Thursday, April 20, 2006

Turning the Bookshelf into a Library

The Premise: Changing Hundreds of Word Documents into Thousands of Webpages

One of the steps in turning the Ananda Bookshelf into a website is converting all the books, articles, etc. into a format suitable for online use. The "old-style" Bookshelf that Satyaki created uses Microsoft Word documents, which look like this:


"*+ ! ! ! $ #" is not foul language – those are the markers that tell the Bookshelf where a new chapter or section starts. They, and other markers, are used in every Bookshelf chapter, article, etc. For the web, though, we can't use them, so we have to clean them up.

We also have to split up the Word documents. Yogananda's Autobiography of a Yogi is 48 chapters long, and the old Bookshelf, behind the scenes, used just one Word file. For the Ananda Library we'll need at least 48 webpage files instead.
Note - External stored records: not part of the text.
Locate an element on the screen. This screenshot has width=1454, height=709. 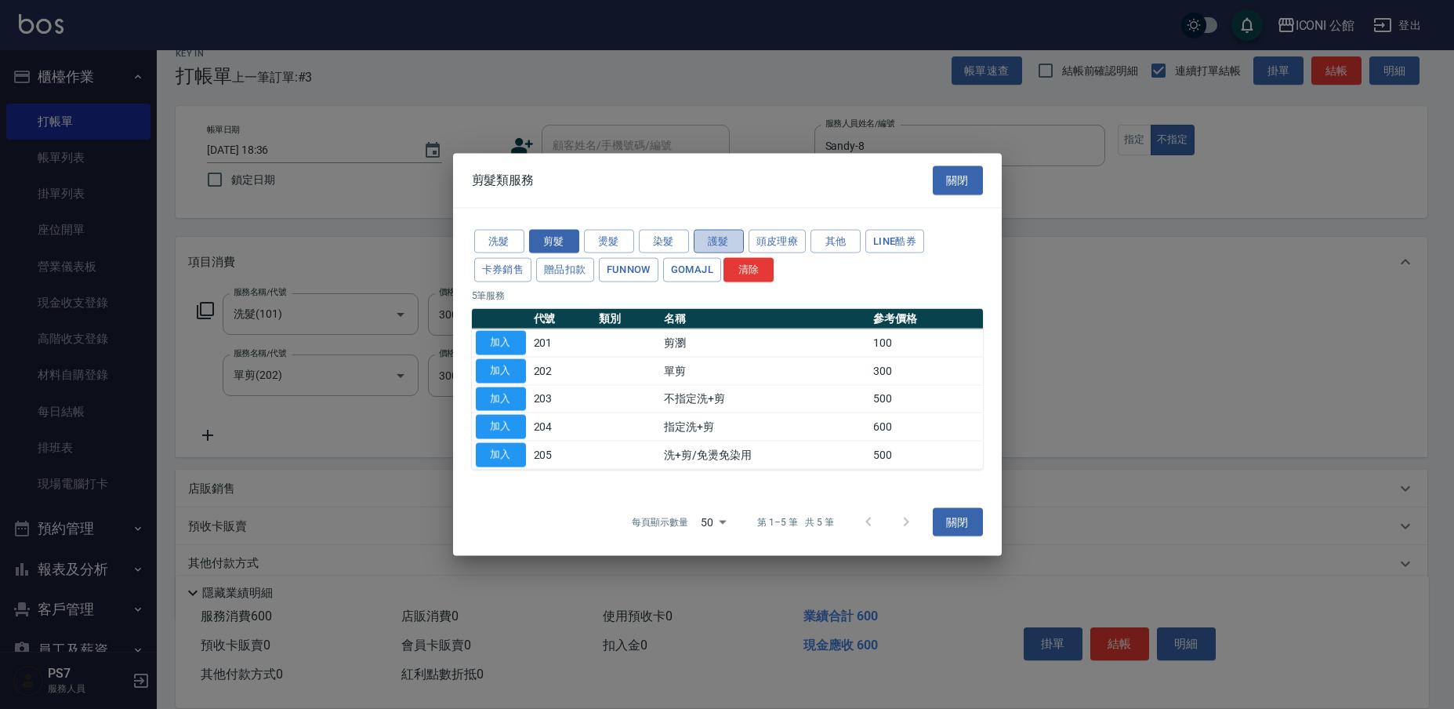
th: 代號 is located at coordinates (562, 319).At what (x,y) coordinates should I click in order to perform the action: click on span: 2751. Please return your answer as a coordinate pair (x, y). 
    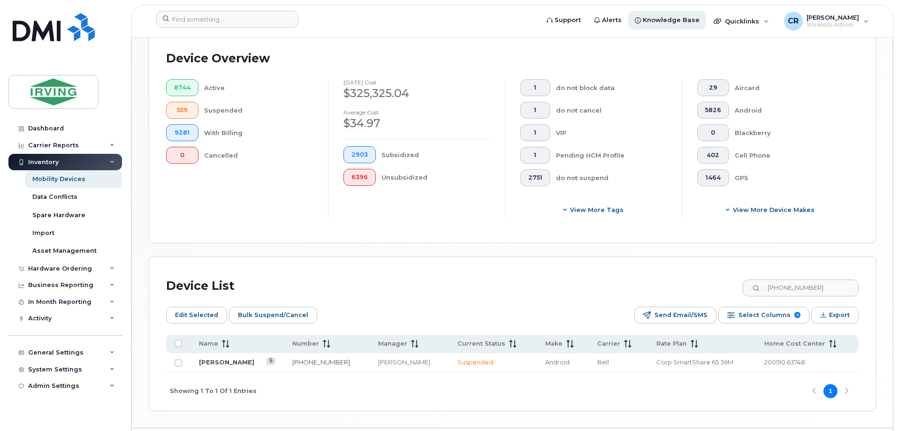
    Looking at the image, I should click on (535, 178).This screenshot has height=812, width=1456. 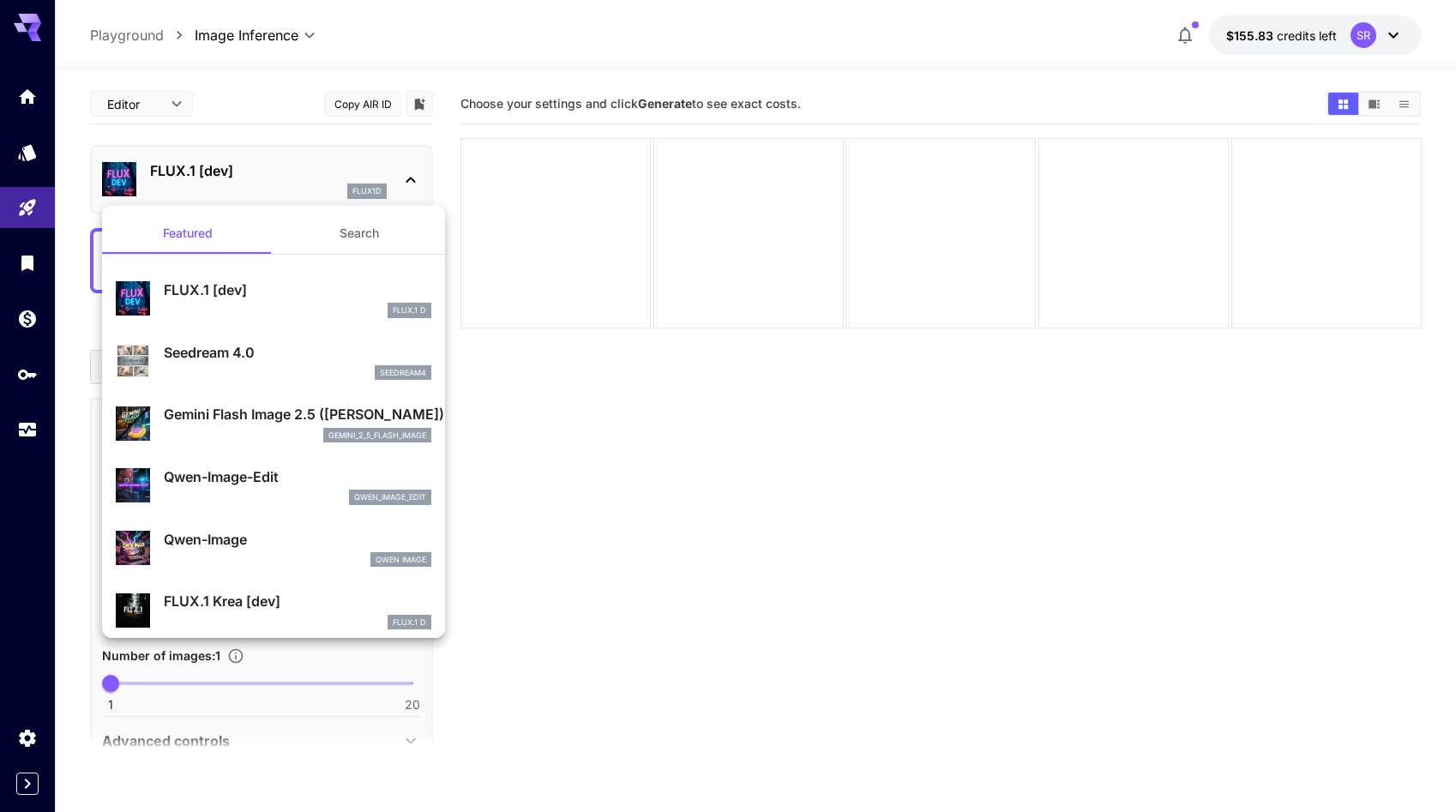 What do you see at coordinates (400, 560) in the screenshot?
I see `p: Qwen Image` at bounding box center [400, 560].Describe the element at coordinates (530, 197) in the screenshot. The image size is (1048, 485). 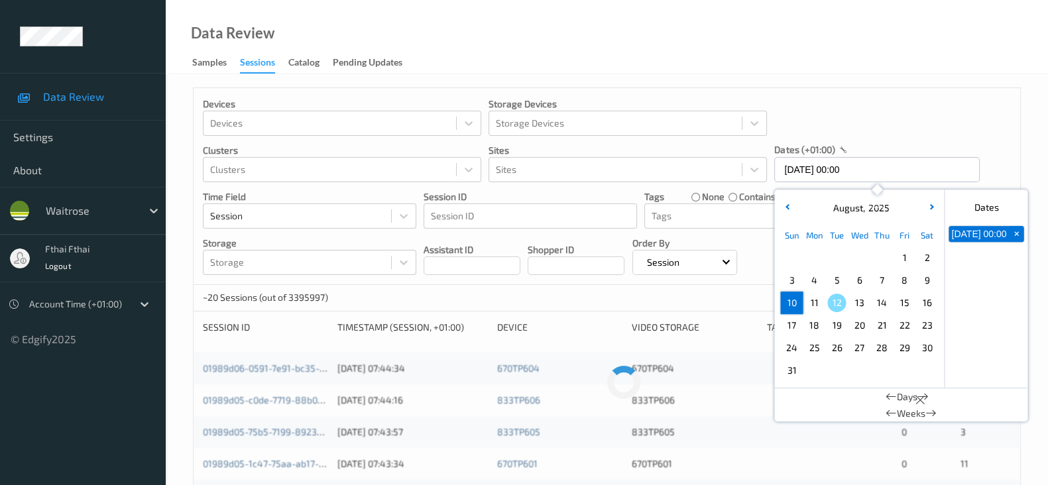
I see `p: Session ID` at that location. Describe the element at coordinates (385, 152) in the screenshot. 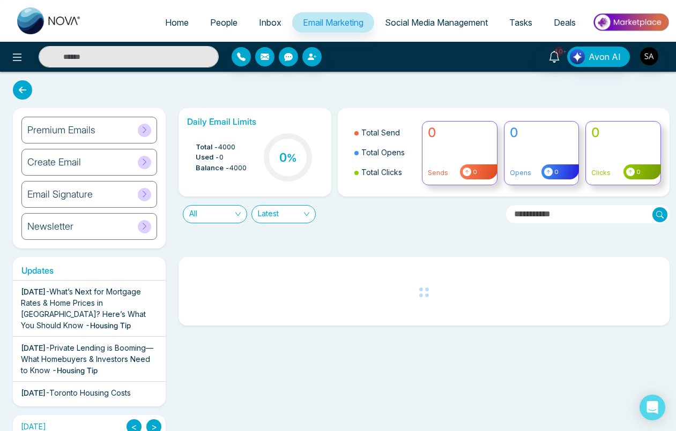

I see `li: Total Opens` at that location.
Introducing Mamata (Pronounced "Mamta")

This is where Mamata comes in. Mamata, from Nepal via Washington D.C., is one of the newest members of IT Services. She's extremely sharp, and for months now has been working on generating financial reports for Ananda's fundraising department and retreat center. Mamata also played a big part in getting the new The Expanding Light meditation and yoga retreat website online.


Mamata uses a program called Word Cleaner to convert Word documents into webpages. It does a good job, but even after using it there's still hundreds of thousands of little bits of text to clean up.

So, How to Split and Clean Up Thousands of Webpages?

Automatically, using bit of computer esoterica called "Regular Expressions." With regular expressions you can say, for example, "Clean up a link or a title, but only if it has *+ ! ! ! $ # inside of it," or, "Remove all links that point to footnotes if the names of those footnotes are "_ftn00" through "_ftn99."

These are all things that are in the Word documents that we won't need in the webpages. (Real footnotes have different names.)

Regular expressions that clean up Bookshelf webpages look like this:


Mamata, already knowledgable about HTML, the language of webpages, is learning regular expressions. She'll use them not onto to clean the webpages but to split them up, with an "expression" that essentially says: "Make a new page every time you find a new chapter heading."

Final Steps, then It's Online

After that what happens is:
  • We put the webpage files of the books, articles, etc. into folders
  • We let Scott know
  • Scott diligently updates a few "sitemap" files
Then we can have a working, passworded, "beta" version of the bookshelf part of the site online for testing purposes.